In the United States of America we have fifty states, much like the Icelandic people who divided up into four sectors. This promoted different opinions, laws and unity among the people.
One of the most noticeable differences was that these people had no written language, and so they had to memorize every law so that none would be broken. Thankfully we now have written laws, so we do not have to memorize all of the laws.

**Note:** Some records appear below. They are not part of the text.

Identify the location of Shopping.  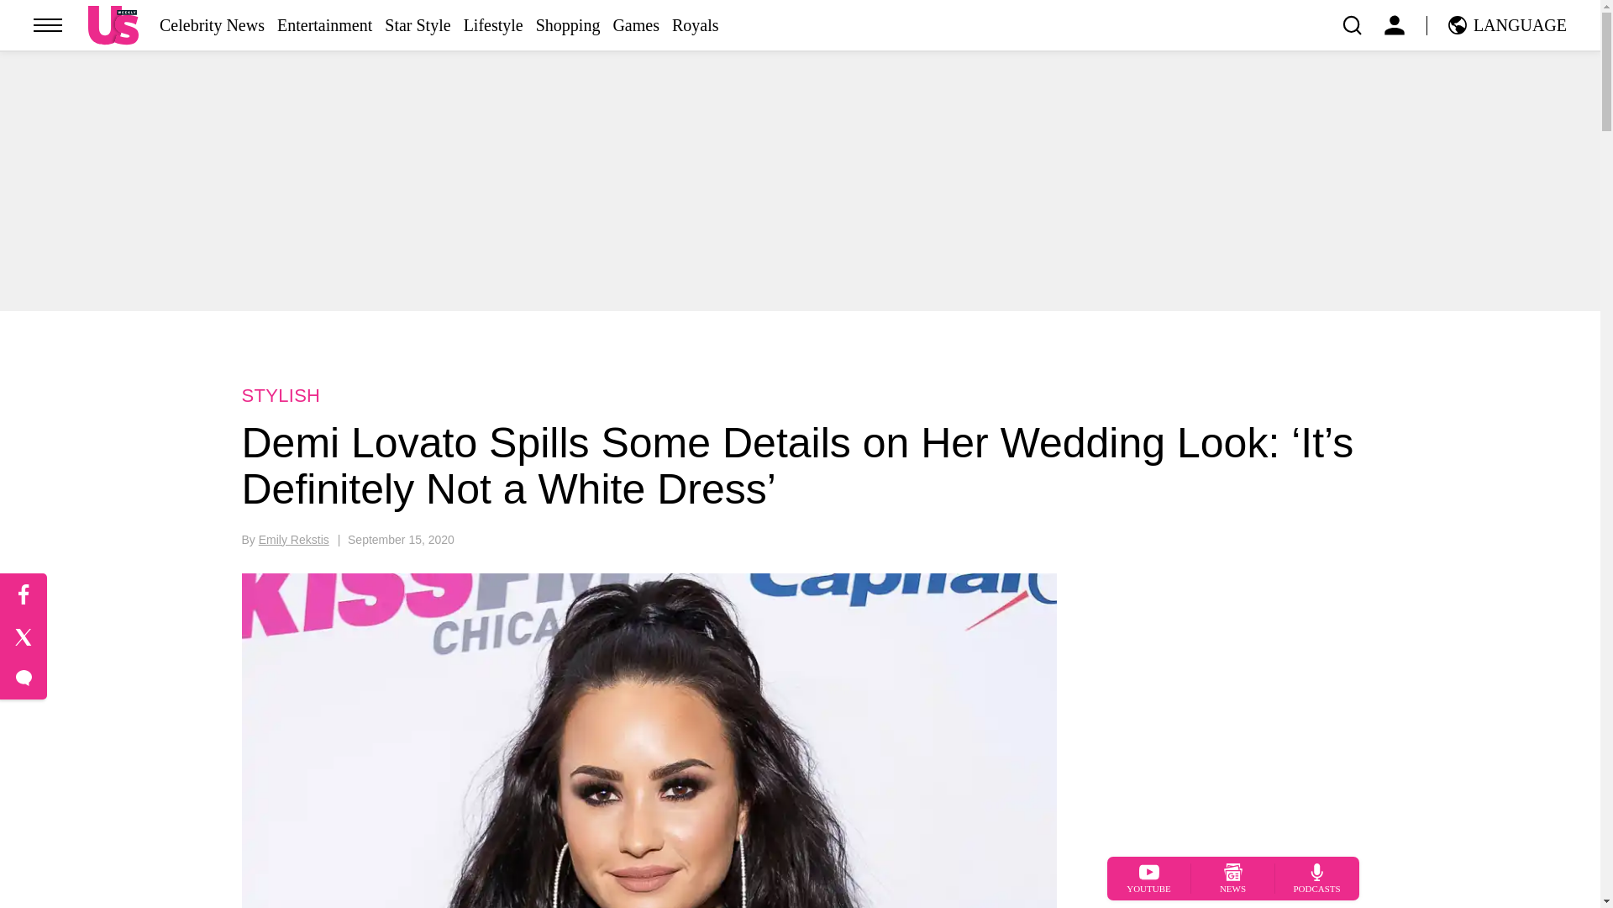
(568, 25).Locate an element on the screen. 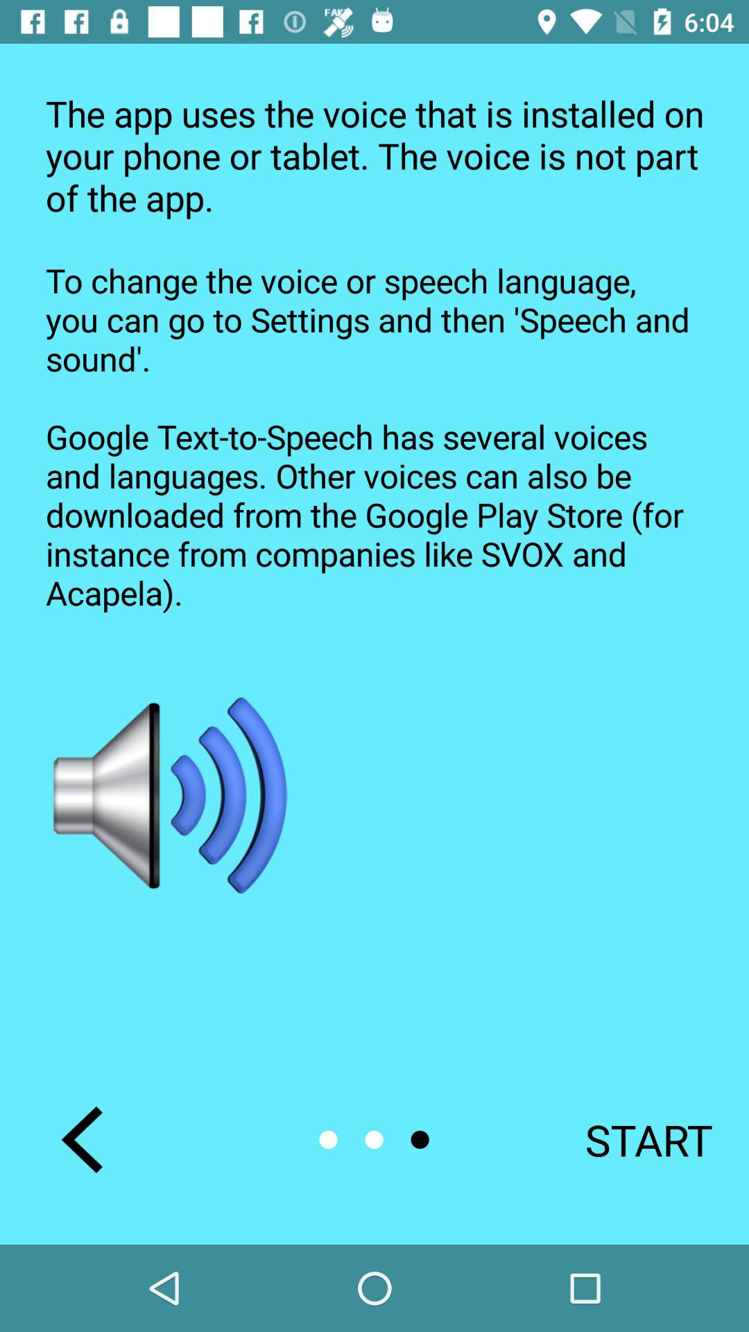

Conclusively, there are noticeable similarities in both democracies, even though the first was established as early as 930 AD. We have kept these practices throughout the years, and this proves that the democratic system has worked and will keep working throughout the years.
Answer:
Although there is no consensus about the exact span of time that corresponds to the American Enlightenment, it is safe to say that it occurred during the eighteenth century among thinkers in British North America and the early United States and was inspired by the ideas of the British and French Enlightenments. Based on the metaphor of bringing light to the Dark Age, the Age of the Enlightenment shifted allegiances away from absolute authority, whether religious or political, to more skeptical and optimistic attitudes about human nature, religion and politics. In the American context, thinkers such as Thomas Paine, James Madison, Thomas Jefferson, John Adams and Benjamin Franklin invented and adopted revolutionary ideas about scientific rationality, religious toleration and experimental political organization—ideas that would have far-reaching effects on the development of the fledgling nation. Some coupled science and religion in the notion of deism; others asserted the natural rights of man in the anti-authoritarian doctrine of liberalism; and still others touted the importance of cultivating virtue, enlightened leadership and community in early forms of republican thinking. At least six ideas came to punctuate American Enlightenment thinking: deism, liberalism, republicanism, conservatism, toleration and scientific progress. Many of these were shared with European Enlightenment thinkers, but in some instances took a uniquely American form.